#### [Task to complete]
Check each line of the entries below for the word "width", and copy the lines that have it.

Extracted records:
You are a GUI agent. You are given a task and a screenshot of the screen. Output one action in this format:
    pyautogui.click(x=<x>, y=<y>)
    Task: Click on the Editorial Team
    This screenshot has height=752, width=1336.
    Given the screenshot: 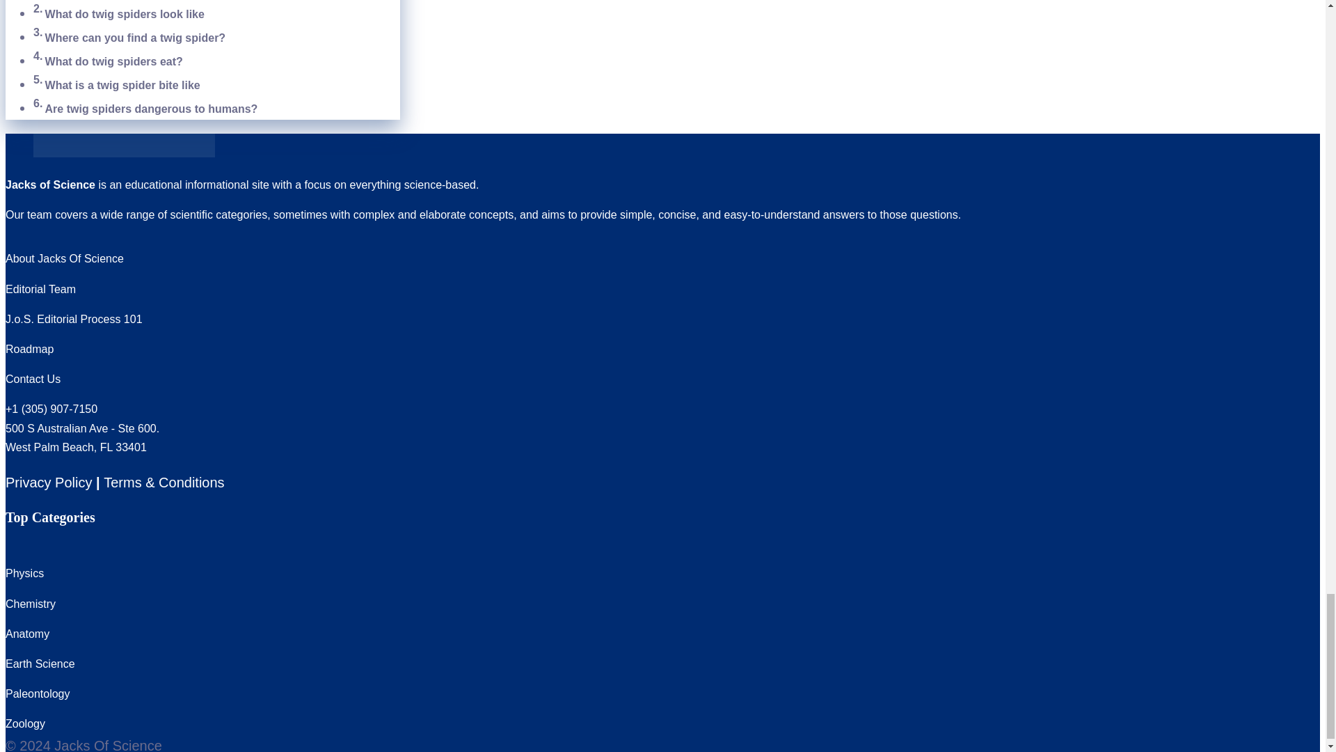 What is the action you would take?
    pyautogui.click(x=40, y=289)
    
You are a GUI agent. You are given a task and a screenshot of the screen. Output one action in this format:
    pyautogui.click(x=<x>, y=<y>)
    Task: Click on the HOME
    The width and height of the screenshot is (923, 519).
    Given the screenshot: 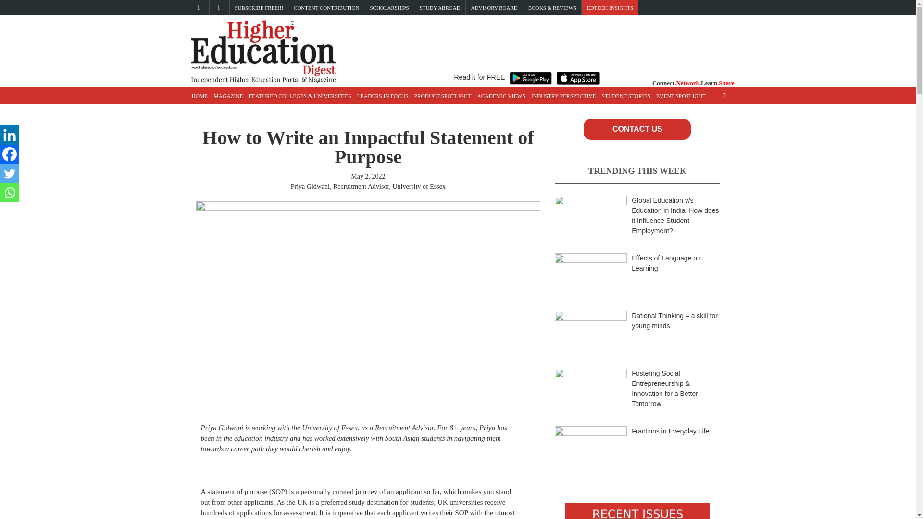 What is the action you would take?
    pyautogui.click(x=199, y=96)
    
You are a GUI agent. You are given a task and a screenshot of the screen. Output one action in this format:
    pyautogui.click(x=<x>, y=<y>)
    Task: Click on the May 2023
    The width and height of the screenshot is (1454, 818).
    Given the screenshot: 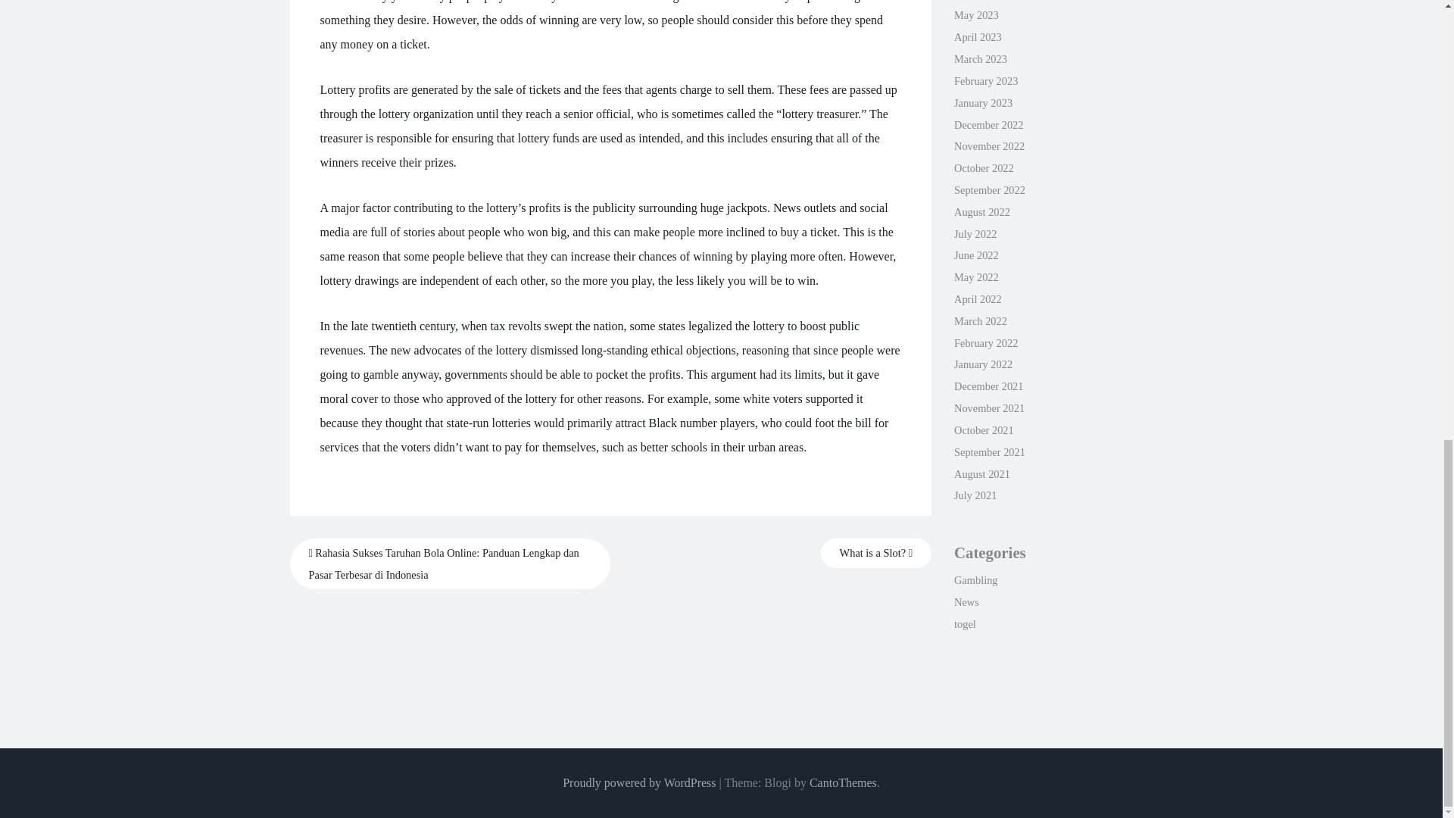 What is the action you would take?
    pyautogui.click(x=976, y=15)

#### [Exercise output]
    This screenshot has height=752, width=1336.
    The width and height of the screenshot is (923, 519).
    The width and height of the screenshot is (1454, 818).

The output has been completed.